Why It’s Far Too Soon to Say DeSantis Is Done
This combination of choices has helped set up an unusually rapid decline in Mr. DeSantis’s support. After all, the only thing that unifies a hypothetical Trumpism without Trump coalition is opposition to Mr. Trump and the prospect of beating him. If you’re not attacking him and you’re losing to him, then you’re not saying or doing the only two things that can hold your supporters together.
The evaporating basis for Mr. DeSantis’s support has played out subtly differently on two different fronts. On the right, conservative voters open to someone other than Mr. Trump nonetheless have returned to the side of the former president. What kind of conservative wants Trumpism without strength? Toward the center, the many relatively moderate and neoconservative establishment Republicans who yearn for a candidacy opposed to Trumpism, not just to the conduct of the man himself, have withheld crucial support for Mr. DeSantis and flirted with other options, from Chris Christie to Chris Sununu.
But if the DeSantis campaign can revitalize the case for his Trumpism without Trump candidacy, he might quickly reclaim many of the voters who backed him a few months ago. Indeed, it’s even possible that the current media narrative and low expectations are setting the stage for a DeSantis resurgence.
Imagine what it might feel like if he launched a successful, vigorous attack against Mr. Trump after all of these months on defense. What might have otherwise been a routine sparring match would be imbued with far greater significance, unleashing months of pent-up anxiety among his supporters. What if part of the reason he’s announcing his candidacy on Twitter is to mock Truth Social? Silly as it sounds, successfully putting down Mr. Trump might breathe life into his candidacy — and the media loves a comeback story.
One important factor keeping Mr. DeSantis’s path open is that, so far, none of the potential moderate alternatives to him have gained a foothold in the race. If they did, it would deny him the moderate and neoconservative voters who supported the likes of John Kasich and Marco Rubio in the last primary. He would essentially become another Ted Cruz.
But for now, Mr. DeSantis is the only viable not-Trump candidate in town. As long as that’s true, he will have every chance to rebound among the voters who would prefer someone other than Mr. Trump — if there is a market for someone other than Mr. Trump.
In the end, whether there’s sufficient demand for a Trump alternative may be the bigger question than whether Mr. DeSantis can resuscitate his campaign. With Mr. Trump already holding more than 50 percent support in the polls, actually defeating Mr. Trump might require some breaks, like the possibility that his legal challenges are worse than we might assume. It might also require a DeSantis win in Iowa to break Mr. Trump’s grip on a crucial segment of the party, much as the midterms seemed to temporarily crack Mr. Trump’s base last winter.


• Exercise objective: Within the records, say how many lines include the word "generations"; the answer should be the number and no more.

• Provided records:
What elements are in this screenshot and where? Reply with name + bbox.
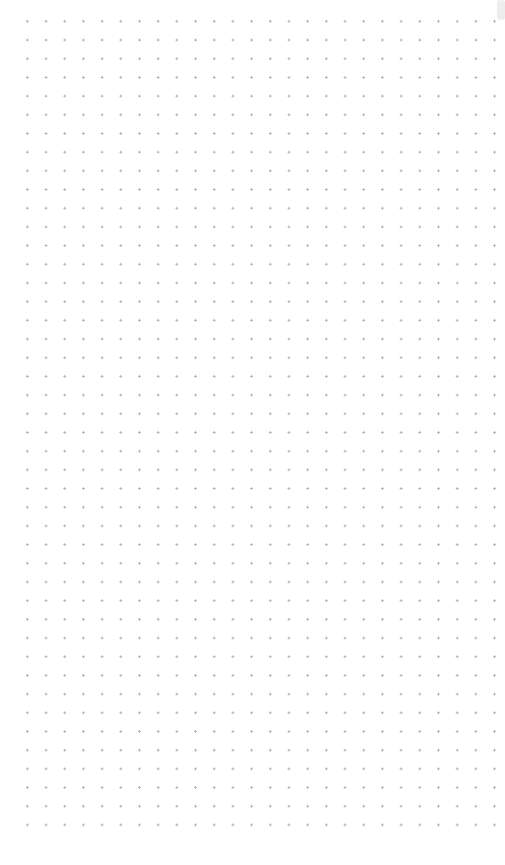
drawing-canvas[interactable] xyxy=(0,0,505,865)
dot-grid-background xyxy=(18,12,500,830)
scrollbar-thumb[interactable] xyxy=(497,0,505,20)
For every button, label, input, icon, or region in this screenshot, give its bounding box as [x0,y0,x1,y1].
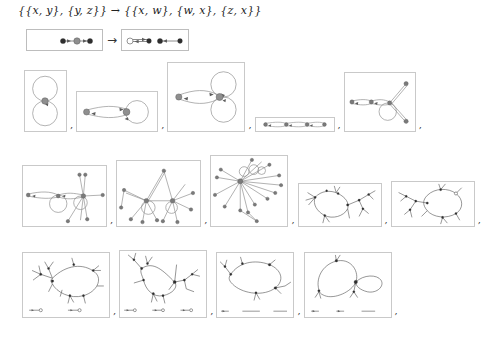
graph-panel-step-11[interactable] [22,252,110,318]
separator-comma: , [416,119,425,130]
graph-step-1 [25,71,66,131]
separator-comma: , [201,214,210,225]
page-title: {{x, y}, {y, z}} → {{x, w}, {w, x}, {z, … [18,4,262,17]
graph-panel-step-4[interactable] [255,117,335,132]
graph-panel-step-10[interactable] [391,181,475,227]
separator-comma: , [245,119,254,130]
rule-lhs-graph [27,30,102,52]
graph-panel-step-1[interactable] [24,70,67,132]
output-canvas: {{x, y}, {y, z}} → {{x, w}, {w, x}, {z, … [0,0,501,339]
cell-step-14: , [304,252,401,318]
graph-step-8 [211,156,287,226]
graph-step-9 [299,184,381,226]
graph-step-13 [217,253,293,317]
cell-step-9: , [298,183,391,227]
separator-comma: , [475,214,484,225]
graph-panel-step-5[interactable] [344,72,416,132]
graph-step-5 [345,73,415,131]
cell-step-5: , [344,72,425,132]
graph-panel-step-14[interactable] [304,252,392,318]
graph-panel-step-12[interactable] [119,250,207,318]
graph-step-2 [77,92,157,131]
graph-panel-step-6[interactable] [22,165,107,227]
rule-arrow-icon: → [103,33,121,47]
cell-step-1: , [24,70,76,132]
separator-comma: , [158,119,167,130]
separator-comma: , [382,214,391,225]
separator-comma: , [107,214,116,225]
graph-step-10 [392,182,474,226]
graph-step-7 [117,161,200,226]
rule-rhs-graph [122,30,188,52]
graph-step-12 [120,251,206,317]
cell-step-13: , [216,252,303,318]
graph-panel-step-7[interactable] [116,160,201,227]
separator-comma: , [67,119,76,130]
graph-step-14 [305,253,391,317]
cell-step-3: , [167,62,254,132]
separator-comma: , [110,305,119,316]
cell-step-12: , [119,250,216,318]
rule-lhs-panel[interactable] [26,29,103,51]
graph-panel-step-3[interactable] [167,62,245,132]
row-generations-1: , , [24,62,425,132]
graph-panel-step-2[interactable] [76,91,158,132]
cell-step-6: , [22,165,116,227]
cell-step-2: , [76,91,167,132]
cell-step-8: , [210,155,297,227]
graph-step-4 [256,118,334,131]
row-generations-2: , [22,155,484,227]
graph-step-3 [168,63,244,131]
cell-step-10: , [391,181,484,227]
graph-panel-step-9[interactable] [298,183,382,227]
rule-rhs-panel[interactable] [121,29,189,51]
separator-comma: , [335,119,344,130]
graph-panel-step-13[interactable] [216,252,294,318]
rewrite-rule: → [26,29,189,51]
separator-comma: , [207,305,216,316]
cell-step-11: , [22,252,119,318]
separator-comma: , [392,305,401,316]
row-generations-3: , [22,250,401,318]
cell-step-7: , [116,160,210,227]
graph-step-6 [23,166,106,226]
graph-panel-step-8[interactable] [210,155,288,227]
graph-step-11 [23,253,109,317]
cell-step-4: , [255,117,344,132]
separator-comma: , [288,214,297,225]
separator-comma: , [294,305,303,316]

• Output of the exercise: 3